Oxford University Press Inc A Promised Land
A new history that centers Judaism at the dawn of the United StatesJews played a critical role both in winning the American Revolution--fighting for the Patriot cause from Bunker Hill to Yorktown--and in defining the republic that was created from it. As the most visible non-Christian religion, Judaism was central to the debate over religious freedom in America at a critical juncture. During the war every city with a synagogue fell to the British-with the exception of Philadelphia, birthplace to the Declaration of Independence and a core of resistance. Jewish patriots throughout the colonies flocked to the city, where they re-founded the local synagogue as a distinctively American organization. After the war, Jews began to press for full citizenship in the hope that liberty would apply to everyone, and that the limits to freedom imposed on Jews in the Old World would be removed in the New.
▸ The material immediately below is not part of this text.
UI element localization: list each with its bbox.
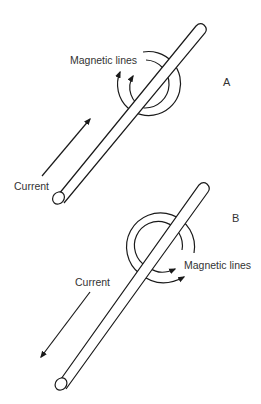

As Adam Jortner shows in this eye-opening account, the decision to extend citizenship to all reli
£28.02
Johns Hopkins University Press No Place for Saints: Mobs and Mormons in Jacksonian America
The emergence of the Mormon church is arguably the most radical event in American religious history. How and why did so many Americans flock to this new religion, and why did so many other Americans seek to silence or even destroy that movement?Winner of the MHA Best Book Award by the Mormon History AssociationMormonism exploded across America in 1830, and America exploded right back. By 1834, the new religion had been mocked, harassed, and finally expelled from its new settlements in Missouri. Why did this religion generate such anger? And what do these early conflicts say about our struggles with religious liberty today? In No Place for Saints, the first stand-alone history of the Mormon expulsion from Jackson County and the genesis of Mormonism, Adam Jortner chronicles how Latter-day Saints emerged and spread their faith—and how anti-Mormons tried to stop them. Early on, Jortner explains, anti-Mormonism thrived on gossip, conspiracies, and outright fables about what Mormons were up to. Anti-Mormons came to believe Mormons were a threat to democracy, and anyone who claimed revelation from God was an enemy of the people with no rights to citizenship. By 1833, Jackson County's anti-Mormons demanded all Saints leave the county. When Mormons refused—citing the First Amendment—the anti-Mormons attacked their homes, held their leaders at gunpoint, and performed one of America's most egregious acts of religious cleansing. From the beginnings of Mormonism in the 1820s to their expansion and expulsion in 1834, Jortner discusses many of the most prominent issues and events in Mormon history. He touches on the process of revelation, the relationship between magic and LDS practice, the rise of the priesthood, the questions surrounding Mormonism and African Americans, the internal struggles for leadership of the young church, and how American law shaped this American religion. Throughout, No Place for Saints shows how Mormonism—and the violent backlash against it—fundamentally reshaped the American religious and legal landscape. Ultimately, the book is a story of Jacksonian America, of how democracy can fail religious freedom, and a case study in popular politics as America entered a great age of religion and violence.